I wouldn’t automate your thinking. I would automate your monitoring, your first draft workflow, and the repetitive part of discovering opportunities.
That means:
If you’re evaluating broader outreach systems alongside engagement workflows, this piece on automated LinkedIn outreach is a helpful contrast because it highlights where conversation-building and direct outreach serve different jobs.
Automation should scale relevance. The moment it scales laziness, it starts hurting your brand.
It usually fails for one of three reasons:
| Problem | What it looks like | Better approach |
|---|---|---|
| No targeting discipline | Comments appear on loosely related posts | Narrow the creator list and keyword set |
| No tone control | Replies sound robotic or oddly enthusiastic | Train for your actual writing style |
| No review process | Inappropriate comments slip through | Use manual approval where needed |
Used well, automation is not a shortcut to fake credibility. It’s a way to execute a proven engagement habit without depending on perfect discipline every day.
That matters because LinkedIn rewards people who stay present in relevant conversations. Most professionals don’t fail because they lack insight. They fail because they can’t maintain the cadence required for insight to be seen.
If you want follower growth that lasts, stop judging LinkedIn by vibes.

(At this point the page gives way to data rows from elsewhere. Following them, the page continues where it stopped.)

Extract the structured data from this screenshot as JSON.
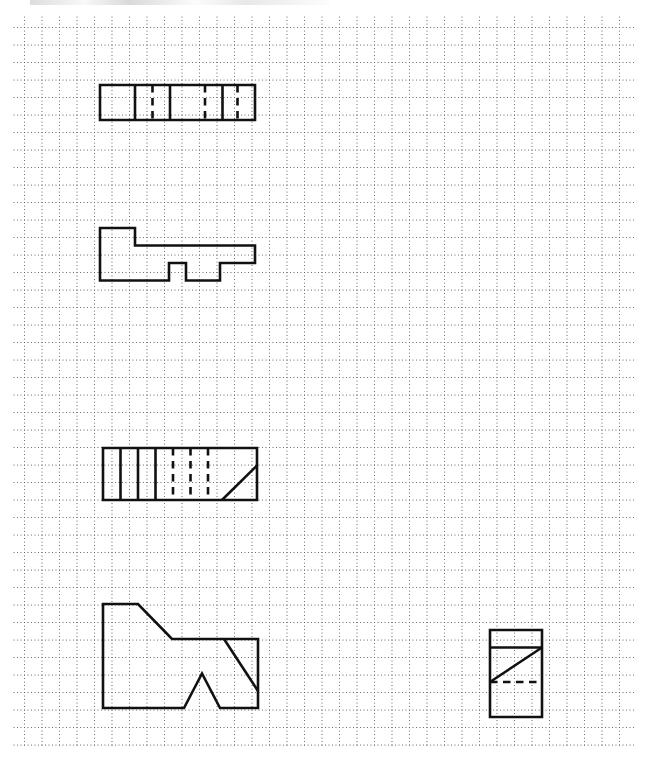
{
  "page": {
    "width": 657,
    "height": 776,
    "background_color": "#ffffff",
    "ink_color": "#111111",
    "dot_color": "#5a5a5a",
    "media": "dot-grid-paper",
    "scan_artifact_label": "scan-edge-smudge"
  },
  "grid": {
    "label": "dotted-grid",
    "origin_x": 24.5,
    "origin_y": 27.5,
    "minor_spacing": 3.5,
    "major_spacing": 17.5,
    "columns": 35,
    "rows": 41,
    "dot_radius": 0.62,
    "dot_color": "#5a5a5a",
    "right_edge": 636.0,
    "bottom_edge": 745.0
  },
  "figures": [
    {
      "id": "figure-1",
      "name": "segmented-rectangle-top",
      "kind": "polygon-with-internal-lines",
      "stroke_width": 2.6,
      "outline": [
        [
          100.0,
          85.0
        ],
        [
          255.0,
          85.0
        ],
        [
          255.0,
          120.0
        ],
        [
          100.0,
          120.0
        ]
      ],
      "internal_lines": [
        {
          "name": "divider-1-solid",
          "style": "solid",
          "from": [
            135.0,
            85.0
          ],
          "to": [
            135.0,
            120.0
          ]
        },
        {
          "name": "divider-2-dashed",
          "style": "dashed",
          "from": [
            152.5,
            85.0
          ],
          "to": [
            152.5,
            120.0
          ]
        },
        {
          "name": "divider-3-solid",
          "style": "solid",
          "from": [
            170.0,
            85.0
          ],
          "to": [
            170.0,
            120.0
          ]
        },
        {
          "name": "divider-4-dashed",
          "style": "dashed",
          "from": [
            205.0,
            85.0
          ],
          "to": [
            205.0,
            120.0
          ]
        },
        {
          "name": "divider-5-solid",
          "style": "solid",
          "from": [
            222.5,
            85.0
          ],
          "to": [
            222.5,
            120.0
          ]
        },
        {
          "name": "divider-6-dashed",
          "style": "dashed",
          "from": [
            237.5,
            85.0
          ],
          "to": [
            237.5,
            120.0
          ]
        }
      ]
    },
    {
      "id": "figure-2",
      "name": "stepped-key-polygon",
      "kind": "closed-polygon",
      "stroke_width": 2.6,
      "outline": [
        [
          100.0,
          228.0
        ],
        [
          135.0,
          228.0
        ],
        [
          135.0,
          245.5
        ],
        [
          255.0,
          245.5
        ],
        [
          255.0,
          263.0
        ],
        [
          220.0,
          263.0
        ],
        [
          220.0,
          280.5
        ],
        [
          186.0,
          280.5
        ],
        [
          186.0,
          263.0
        ],
        [
          169.0,
          263.0
        ],
        [
          169.0,
          280.5
        ],
        [
          100.0,
          280.5
        ]
      ],
      "internal_lines": []
    },
    {
      "id": "figure-3",
      "name": "segmented-rectangle-with-diagonal",
      "kind": "polygon-with-internal-lines",
      "stroke_width": 2.6,
      "outline": [
        [
          103.0,
          448.0
        ],
        [
          257.0,
          448.0
        ],
        [
          257.0,
          500.0
        ],
        [
          103.0,
          500.0
        ]
      ],
      "internal_lines": [
        {
          "name": "divider-1-solid",
          "style": "solid",
          "from": [
            120.5,
            448.0
          ],
          "to": [
            120.5,
            500.0
          ]
        },
        {
          "name": "divider-2-solid",
          "style": "solid",
          "from": [
            138.0,
            448.0
          ],
          "to": [
            138.0,
            500.0
          ]
        },
        {
          "name": "divider-3-solid",
          "style": "solid",
          "from": [
            155.5,
            448.0
          ],
          "to": [
            155.5,
            500.0
          ]
        },
        {
          "name": "divider-4-dashed",
          "style": "dashed",
          "from": [
            173.0,
            448.0
          ],
          "to": [
            173.0,
            500.0
          ]
        },
        {
          "name": "divider-5-dashed",
          "style": "dashed",
          "from": [
            190.5,
            448.0
          ],
          "to": [
            190.5,
            500.0
          ]
        },
        {
          "name": "divider-6-dashed",
          "style": "dashed",
          "from": [
            208.0,
            448.0
          ],
          "to": [
            208.0,
            500.0
          ]
        },
        {
          "name": "diagonal-solid",
          "style": "solid",
          "from": [
            222.0,
            500.0
          ],
          "to": [
            257.0,
            465.5
          ]
        }
      ]
    },
    {
      "id": "figure-4",
      "name": "arrow-notch-polygon",
      "kind": "closed-polygon",
      "stroke_width": 2.6,
      "outline": [
        [
          103.0,
          604.0
        ],
        [
          138.0,
          604.0
        ],
        [
          172.0,
          639.0
        ],
        [
          258.0,
          639.0
        ],
        [
          258.0,
          708.0
        ],
        [
          220.0,
          708.0
        ],
        [
          202.0,
          673.5
        ],
        [
          184.0,
          708.0
        ],
        [
          103.0,
          708.0
        ]
      ],
      "internal_lines": [
        {
          "name": "diagonal-solid",
          "style": "solid",
          "from": [
            224.0,
            639.0
          ],
          "to": [
            258.0,
            691.0
          ]
        }
      ]
    },
    {
      "id": "figure-5",
      "name": "small-rectangle-with-diagonal",
      "kind": "polygon-with-internal-lines",
      "stroke_width": 2.6,
      "outline": [
        [
          490.0,
          630.0
        ],
        [
          542.0,
          630.0
        ],
        [
          542.0,
          717.0
        ],
        [
          490.0,
          717.0
        ]
      ],
      "internal_lines": [
        {
          "name": "top-divider-solid",
          "style": "solid",
          "from": [
            490.0,
            647.5
          ],
          "to": [
            542.0,
            647.5
          ]
        },
        {
          "name": "diagonal-solid",
          "style": "solid",
          "from": [
            490.0,
            682.0
          ],
          "to": [
            542.0,
            647.5
          ]
        },
        {
          "name": "bottom-divider-dashed",
          "style": "dashed",
          "from": [
            490.0,
            682.0
          ],
          "to": [
            542.0,
            682.0
          ]
        }
      ]
    }
  ]
}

You need to know which actions move the right metrics. LinkedIn analytics aren’t just there to flatter you with impressions. They tell you whether your profile, content, and engagement routine are pulling in the audience you want.
A useful starting point is understanding the difference between visibility and traction. Impressions tell you how often your content was seen. Follows, profile visits, comments, and audience quality tell you whether visibility translated into interest. If you need a clear baseline on the first metric, this explanation of what an impression means on LinkedIn is worth reviewing.
Watch these first:
If a post gets attention but drives no profile curiosity, it may be entertaining without building authority. If comments drive profile visits from relevant buyers, that activity deserves more time.

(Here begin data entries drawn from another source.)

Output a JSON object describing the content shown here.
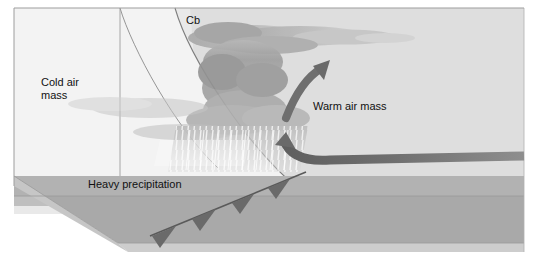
{
  "figure": {
    "width": 538,
    "height": 259
  },
  "labels": {
    "cold_air_mass": "Cold air\nmass",
    "warm_air_mass": "Warm air mass",
    "cumulonimbus": "Cb",
    "heavy_precipitation": "Heavy precipitation"
  },
  "colors": {
    "page_background": "#ffffff",
    "sky_background": "#e8e8e8",
    "cold_air_wedge": "#f2f2f2",
    "warm_air_region": "#dcdcdc",
    "ground_plane": "#a8a8a8",
    "ground_far": "#bdbdbd",
    "ground_slab_edge": "#cfcfcf",
    "cloud_body": "#9a9a9a",
    "cloud_anvil": "#b4b4b4",
    "precipitation_shaft": "#c8c8c8",
    "arrow": "#6e6e6e",
    "front_line": "#555555",
    "outline": "#8c8c8c",
    "text": "#111111"
  },
  "elements": {
    "cold_front_barbs_count": 4,
    "cold_front_barb_direction": "down-left",
    "warm_air_arrow_direction": "curving-up-left",
    "cloud_type": "cumulonimbus-with-anvil",
    "frontal_surface": "curved-boundary-sloping-right"
  }
}
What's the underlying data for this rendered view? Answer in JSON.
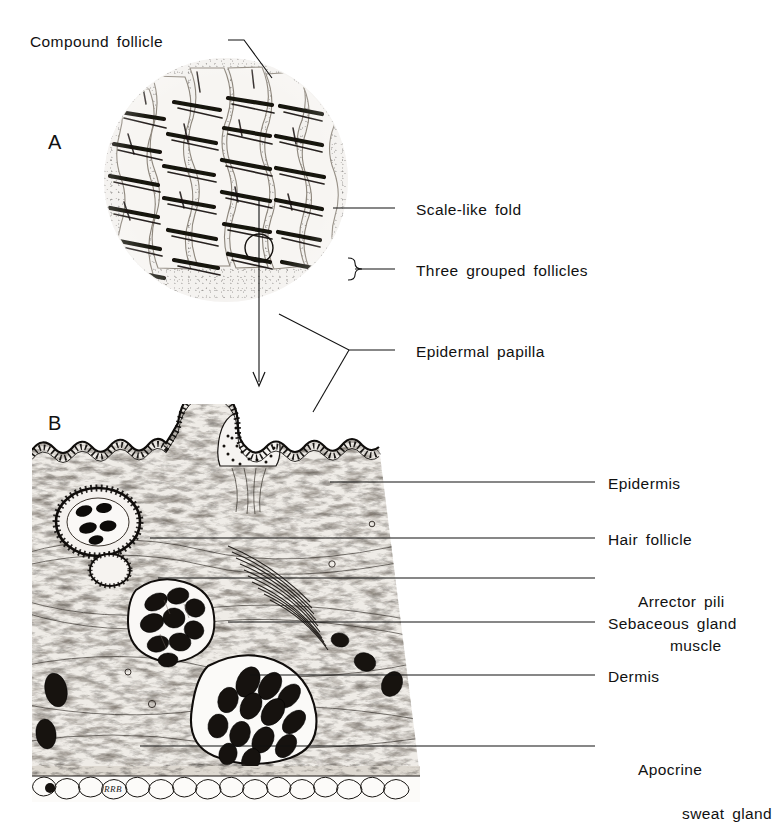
{
  "figure": {
    "panels": [
      {
        "id": "A",
        "letter": "A",
        "caption": "Surface view of haired skin showing scale-like folds and compound follicles"
      },
      {
        "id": "B",
        "letter": "B",
        "caption": "Vertical histologic section of haired skin"
      }
    ]
  },
  "labels": {
    "compound_follicle": "Compound follicle",
    "scale_like_fold": "Scale-like fold",
    "three_grouped_follicles": "Three grouped follicles",
    "epidermal_papilla": "Epidermal papilla",
    "epidermis": "Epidermis",
    "hair_follicle": "Hair follicle",
    "arrector_pili_line1": "Arrector pili",
    "arrector_pili_line2": "muscle",
    "sebaceous_gland": "Sebaceous gland",
    "dermis": "Dermis",
    "apocrine_line1": "Apocrine",
    "apocrine_line2": "sweat gland"
  },
  "signature": "RRB",
  "colors": {
    "ink": "#111111",
    "paper": "#ffffff",
    "tissue_light": "#f2efeb",
    "tissue_mid": "#b9b2a8",
    "tissue_dark": "#2a2622"
  }
}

Not all formats deserve equal effort all the time. According to Buffer’s reporting on LinkedIn’s Q1 2026 report, video and polls can drive a 300% engagement uplift, but 70% of B2B creators underuse them. The same source notes that failing to use niche hashtags can cause reach to drop by as much as 60% in competitive markets (LinkedIn video, polls, and hashtag insights).
That doesn’t mean switching your entire strategy overnight. It means testing whether your audience responds better when your existing expertise is packaged in a more interactive format.

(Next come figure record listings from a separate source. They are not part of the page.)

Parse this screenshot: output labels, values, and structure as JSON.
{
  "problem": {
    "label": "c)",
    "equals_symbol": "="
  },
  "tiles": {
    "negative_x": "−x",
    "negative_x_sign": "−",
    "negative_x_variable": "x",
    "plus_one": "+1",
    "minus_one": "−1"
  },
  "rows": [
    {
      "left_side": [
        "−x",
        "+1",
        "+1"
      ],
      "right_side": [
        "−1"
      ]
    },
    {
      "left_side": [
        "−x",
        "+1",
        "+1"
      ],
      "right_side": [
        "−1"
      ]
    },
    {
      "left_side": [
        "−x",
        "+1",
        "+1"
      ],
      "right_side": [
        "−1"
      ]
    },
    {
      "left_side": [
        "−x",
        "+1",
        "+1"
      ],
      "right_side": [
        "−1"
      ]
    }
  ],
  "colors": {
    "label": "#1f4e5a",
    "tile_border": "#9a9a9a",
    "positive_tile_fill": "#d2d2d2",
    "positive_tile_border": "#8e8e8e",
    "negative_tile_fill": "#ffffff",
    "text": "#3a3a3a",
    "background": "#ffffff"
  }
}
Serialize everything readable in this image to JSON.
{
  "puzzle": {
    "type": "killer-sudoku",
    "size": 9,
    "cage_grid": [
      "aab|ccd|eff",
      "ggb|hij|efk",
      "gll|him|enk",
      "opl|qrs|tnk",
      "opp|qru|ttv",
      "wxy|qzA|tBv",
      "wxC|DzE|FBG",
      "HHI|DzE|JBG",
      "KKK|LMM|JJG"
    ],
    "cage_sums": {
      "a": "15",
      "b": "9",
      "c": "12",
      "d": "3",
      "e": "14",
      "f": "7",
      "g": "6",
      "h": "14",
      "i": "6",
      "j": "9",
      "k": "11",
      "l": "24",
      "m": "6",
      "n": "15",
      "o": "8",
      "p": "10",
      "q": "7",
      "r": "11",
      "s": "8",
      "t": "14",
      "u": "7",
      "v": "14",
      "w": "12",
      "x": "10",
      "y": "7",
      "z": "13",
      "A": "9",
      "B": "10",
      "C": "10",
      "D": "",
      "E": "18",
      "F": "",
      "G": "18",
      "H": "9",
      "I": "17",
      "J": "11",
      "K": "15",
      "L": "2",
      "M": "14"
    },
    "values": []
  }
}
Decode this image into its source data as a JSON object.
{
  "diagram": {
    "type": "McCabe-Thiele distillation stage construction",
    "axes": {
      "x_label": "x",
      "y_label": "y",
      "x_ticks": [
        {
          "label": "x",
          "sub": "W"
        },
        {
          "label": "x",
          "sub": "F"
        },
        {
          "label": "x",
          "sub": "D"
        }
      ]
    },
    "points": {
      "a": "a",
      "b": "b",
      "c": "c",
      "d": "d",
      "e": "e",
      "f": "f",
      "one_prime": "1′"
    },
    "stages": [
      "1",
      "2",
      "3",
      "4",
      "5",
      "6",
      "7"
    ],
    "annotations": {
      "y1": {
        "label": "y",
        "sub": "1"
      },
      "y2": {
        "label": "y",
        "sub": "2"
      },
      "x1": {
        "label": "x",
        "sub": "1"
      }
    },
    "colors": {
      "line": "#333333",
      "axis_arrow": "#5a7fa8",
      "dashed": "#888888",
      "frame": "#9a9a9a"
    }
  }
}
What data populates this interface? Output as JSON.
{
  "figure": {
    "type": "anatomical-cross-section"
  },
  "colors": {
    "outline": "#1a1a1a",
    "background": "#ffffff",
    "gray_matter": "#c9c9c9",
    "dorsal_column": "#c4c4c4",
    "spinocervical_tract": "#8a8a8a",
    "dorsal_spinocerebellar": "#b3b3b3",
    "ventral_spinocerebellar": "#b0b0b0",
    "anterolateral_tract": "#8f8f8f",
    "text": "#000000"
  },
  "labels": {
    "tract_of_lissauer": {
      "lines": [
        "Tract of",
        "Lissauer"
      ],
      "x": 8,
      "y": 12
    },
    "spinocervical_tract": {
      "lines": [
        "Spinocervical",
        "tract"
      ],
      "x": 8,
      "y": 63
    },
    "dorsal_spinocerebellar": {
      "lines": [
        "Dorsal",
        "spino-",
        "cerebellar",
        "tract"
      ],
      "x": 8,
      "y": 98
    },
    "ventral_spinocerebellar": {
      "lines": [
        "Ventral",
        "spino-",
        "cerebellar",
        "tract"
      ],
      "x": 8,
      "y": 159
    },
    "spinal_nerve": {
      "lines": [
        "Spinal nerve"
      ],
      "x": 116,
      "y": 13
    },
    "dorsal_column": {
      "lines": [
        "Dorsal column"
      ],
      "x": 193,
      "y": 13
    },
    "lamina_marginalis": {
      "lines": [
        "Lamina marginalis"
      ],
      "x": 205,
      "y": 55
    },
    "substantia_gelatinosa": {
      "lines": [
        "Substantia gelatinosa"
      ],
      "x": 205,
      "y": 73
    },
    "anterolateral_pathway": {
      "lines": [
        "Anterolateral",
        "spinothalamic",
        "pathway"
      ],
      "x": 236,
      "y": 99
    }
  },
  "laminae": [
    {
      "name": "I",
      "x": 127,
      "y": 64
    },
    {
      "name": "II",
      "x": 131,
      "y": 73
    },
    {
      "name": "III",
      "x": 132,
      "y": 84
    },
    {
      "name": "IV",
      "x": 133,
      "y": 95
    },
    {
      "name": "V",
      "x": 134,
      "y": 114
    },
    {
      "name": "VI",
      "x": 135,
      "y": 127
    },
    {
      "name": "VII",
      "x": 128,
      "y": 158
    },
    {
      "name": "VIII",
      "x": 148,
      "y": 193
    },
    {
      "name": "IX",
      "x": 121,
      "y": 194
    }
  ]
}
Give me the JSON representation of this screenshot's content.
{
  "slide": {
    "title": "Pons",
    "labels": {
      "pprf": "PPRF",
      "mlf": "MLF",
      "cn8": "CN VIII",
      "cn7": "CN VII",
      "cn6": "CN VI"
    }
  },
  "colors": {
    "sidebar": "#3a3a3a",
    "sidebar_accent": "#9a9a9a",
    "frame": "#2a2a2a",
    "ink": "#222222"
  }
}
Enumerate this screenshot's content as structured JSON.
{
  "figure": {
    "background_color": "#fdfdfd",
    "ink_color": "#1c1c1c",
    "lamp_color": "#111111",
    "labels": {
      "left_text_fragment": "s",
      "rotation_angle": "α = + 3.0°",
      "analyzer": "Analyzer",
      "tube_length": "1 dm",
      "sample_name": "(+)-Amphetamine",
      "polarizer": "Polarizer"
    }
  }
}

A practical test cycle looks like this:
The strongest LinkedIn operators I know ask a short set of questions every week:
That review habit matters more than any single tactic. Growth on LinkedIn usually comes from small adjustments made consistently, not dramatic reinventions.
If your follower count is rising but your inbound conversations aren’t improving, something is off. Usually it’s one of three things: weak profile conversion, broad content, or engagement happening in the wrong rooms. Fix those, and the platform starts working like a system instead of a guessing game.
If you want to scale the targeted-commenting side of this playbook without spending your day hunting for posts manually, PowerIn is built for that workflow. It monitors keywords and creators, drafts contextual comments, and helps teams stay active in relevant LinkedIn conversations with more consistency.